Trans-Mississippi
Mick Werve Santa Anna Rain Photography
As I see it, the Civil War was fought on four fronts:
Eastern Theater - Anything east of the Appalachian Mountains 
Western Theater - Everything West of the Appalachians to the Mississippi River
Trans-Mississippi Theater - The events west of the Mississippi
This page links to everything west of the Mississippi. I believe this was the theater where the South could have had the greatest impact on the war if they had tried harder. During the war most of the coverage was given to events on in the Eastern Theater. Large battle such as Shiloh and Chickamauga certainly made a splash in the eastern papers and the fall of Vicksburg was celebrated throughout the North, but battles like Wilson’s Creek, Pea Ridge and Valverde got much less coverage.

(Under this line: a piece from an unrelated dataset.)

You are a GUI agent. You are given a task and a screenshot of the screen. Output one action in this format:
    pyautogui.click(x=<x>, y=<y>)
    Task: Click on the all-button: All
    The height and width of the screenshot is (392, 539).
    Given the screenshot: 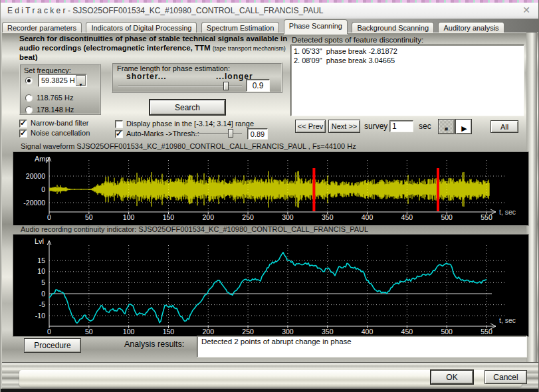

Neither side maintained large armies under uniform in most of the Trans-Mississippi arena; therefore much of the action was in the nature of guerrilla warfare and very ugly. People on both sides of the issue west of the Mississippi were caught between raiding bands of bushwhackers and redlegs, and never knew who was going demand their allegiance next.

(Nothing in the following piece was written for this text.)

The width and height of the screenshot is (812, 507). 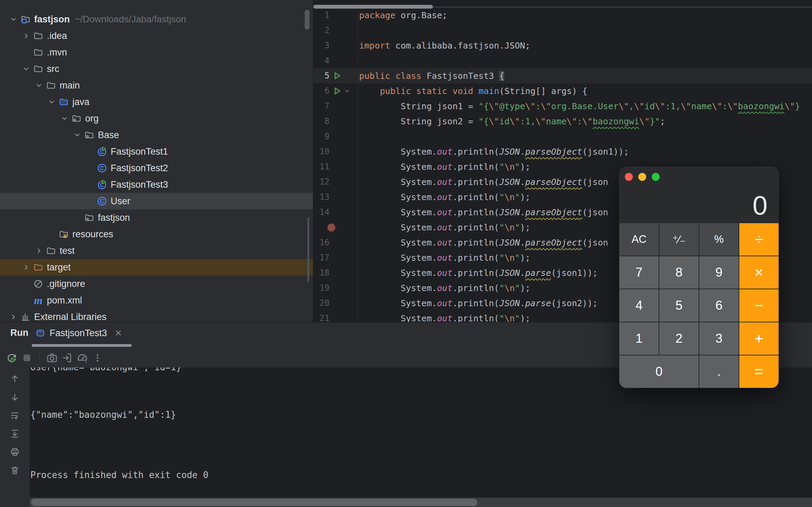 What do you see at coordinates (679, 239) in the screenshot?
I see `calc-key-: ⁺⁄₋` at bounding box center [679, 239].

In the far west the South made a half hearted attempt to secure an open port in California and capture the Santa Fe Trail to transport supplies to the South. Controling the Santa Fe Trail would also have allowed the South to control the overland gold shipments from the California gold fields. In the New MexicoTerritory there were uniformed soldiers fighting under commissioned officers unlike the savage gurrilar war fought in Kansas and Missouri. While Southern control of the gold from the California and the silver from Nevada would have been a serious boost to the Confederate war effort, the western Confederacy never got any real support in the way of resources from Richmond. Even without a serious commitment the southern forces under Brig. Gen. Sibley were able to capture all of New Mexico and most of Arizona, except Yuma. For a short time there was established the Confederate State of Arizona. Sibley carried orders from Jeff Davis to take California, Nevada and Colorado if possible and it is startling to think how close he came to pulling it off. There was even a small skirmish fought on the California border which technically the South won, it can only be speculated what might have happened if Richmond would have sent Silbley some soldiers and a few supplies.
There was a lot of support for "The Cause" in western mining camps. Unionville divided itself in two with Main Street as its own Masson-Dixon Line. A Southern sympathizer in Austin lost a bet and carried a 50 lbs sack of flour through town to the tune of the Battle Hyme of the Republic. As the war progressed the emphasis and violence shifted over to the native tribes of the desert South West, from the Navajo starved out of Canyon de Chelly to the Arapoho slaughtered at Sand Creek Union Soldiers clad in blue conducted opperations that had nothing to do with Confederates.